Frontiers in Sports and Active Living (May 2023)

Association between elite swimmers’ force production and 100 m front crawl inter-lap pacing and kinematics

  • Mário J. Costa,
  • Mário J. Costa,
  • Catarina C. Santos,
  • Catarina C. Santos,
  • Francisco Ferreira,
  • Francisco Ferreira,
  • Raul Arellano,
  • J. Paulo Vilas-Boas,
  • J. Paulo Vilas-Boas,
  • Ricardo J. Fernandes,
  • Ricardo J. Fernandes

DOI
https://doi.org/10.3389/fspor.2023.1205800
Journal volume & issue
Vol. 5

Abstract

Read online

The present study aimed to analyse the associations between force production and 100 m front crawl inter-lap pacing and kinematics. Eleven elite male swimmers performed a 100 m front crawl maximal effort to collect 50 m lap time (T50, s) and velocity (v, m·s−1) for pacing, stroke rate (SR), stroke length (SL) and stroke index (SI) as kinematic variables. A 30 s tethered effort allowed to determine the peak (Fpeak) and mean force (Fmean) as force production variables. The relative change (Δ) between 50 m laps was also calculated for all measures. A paired sample t-test was used to check differences between laps and Pearson correlation coefficients allowed to quantify the associations between force and remaining variables. The T50 increased from the first to the second lap (ΔT50 = 10.61%, p < 0.01, d = 2.68), while v (Δv = −5.92%, p < 0.01, d = 1.53), SR (ΔSR = −6.61%, p < 0.01, d = 0.45) and SI (ΔSI = −4.92%, p = 0.02, d = 0.45) decreased. SL remained unchanged between laps (ΔSL = 1.07%, p = 0.66, d = 0.08). No associations were found between force production and most of Δ, with the only exception being the reasonable good association between Fpeak and Δv (r = 0.62, p = 0.04). Although both pacing and kinematics fall from the first to the second sections of a 100 m front-crawl effort, the swimmers who exhibit higher Fpeak show a more stable front crawl v between both 50 m laps.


What is being asked: Repeat exactly the line that includes "This screenshot has width=1189, height=590." and all lines after it, ending with the last line of the listing below.

________________________________________

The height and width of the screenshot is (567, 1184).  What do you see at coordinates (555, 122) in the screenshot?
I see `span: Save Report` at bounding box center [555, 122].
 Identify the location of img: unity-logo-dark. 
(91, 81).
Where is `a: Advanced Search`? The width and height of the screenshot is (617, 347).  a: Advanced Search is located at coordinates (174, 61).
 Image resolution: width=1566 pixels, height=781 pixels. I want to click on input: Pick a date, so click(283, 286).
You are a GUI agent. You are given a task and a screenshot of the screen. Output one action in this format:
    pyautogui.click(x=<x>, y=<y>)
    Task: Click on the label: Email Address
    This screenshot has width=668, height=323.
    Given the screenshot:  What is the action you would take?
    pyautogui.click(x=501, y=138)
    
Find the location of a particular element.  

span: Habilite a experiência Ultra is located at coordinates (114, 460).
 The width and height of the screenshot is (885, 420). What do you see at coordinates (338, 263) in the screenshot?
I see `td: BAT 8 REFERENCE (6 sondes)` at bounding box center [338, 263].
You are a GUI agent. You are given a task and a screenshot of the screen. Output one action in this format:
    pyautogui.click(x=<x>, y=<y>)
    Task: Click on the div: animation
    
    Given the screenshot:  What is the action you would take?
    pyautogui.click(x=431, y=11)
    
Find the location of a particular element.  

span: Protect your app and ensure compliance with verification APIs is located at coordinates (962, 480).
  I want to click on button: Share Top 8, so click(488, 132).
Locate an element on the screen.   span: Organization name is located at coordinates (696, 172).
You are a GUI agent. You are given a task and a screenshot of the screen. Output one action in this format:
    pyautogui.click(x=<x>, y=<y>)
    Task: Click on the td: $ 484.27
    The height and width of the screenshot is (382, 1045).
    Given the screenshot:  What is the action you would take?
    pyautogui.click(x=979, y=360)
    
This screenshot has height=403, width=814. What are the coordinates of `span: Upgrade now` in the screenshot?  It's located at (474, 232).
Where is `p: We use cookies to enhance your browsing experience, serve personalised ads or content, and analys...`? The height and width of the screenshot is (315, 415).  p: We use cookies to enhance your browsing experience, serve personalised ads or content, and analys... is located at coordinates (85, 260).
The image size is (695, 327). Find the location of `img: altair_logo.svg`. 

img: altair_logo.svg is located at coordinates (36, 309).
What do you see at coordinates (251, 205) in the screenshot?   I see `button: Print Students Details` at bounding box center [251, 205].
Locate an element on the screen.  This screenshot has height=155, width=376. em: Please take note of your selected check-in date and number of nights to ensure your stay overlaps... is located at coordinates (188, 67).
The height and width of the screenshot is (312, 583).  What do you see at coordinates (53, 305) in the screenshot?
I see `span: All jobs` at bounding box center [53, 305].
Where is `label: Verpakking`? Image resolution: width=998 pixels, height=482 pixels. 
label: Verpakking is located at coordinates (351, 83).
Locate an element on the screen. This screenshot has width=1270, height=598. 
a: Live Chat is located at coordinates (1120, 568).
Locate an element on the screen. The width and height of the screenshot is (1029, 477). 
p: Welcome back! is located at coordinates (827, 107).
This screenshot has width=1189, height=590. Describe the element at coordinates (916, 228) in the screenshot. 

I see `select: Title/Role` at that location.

________________________________________

Response area:
This screenshot has width=1189, height=590. Describe the element at coordinates (916, 228) in the screenshot. 

I see `select: Title/Role` at that location.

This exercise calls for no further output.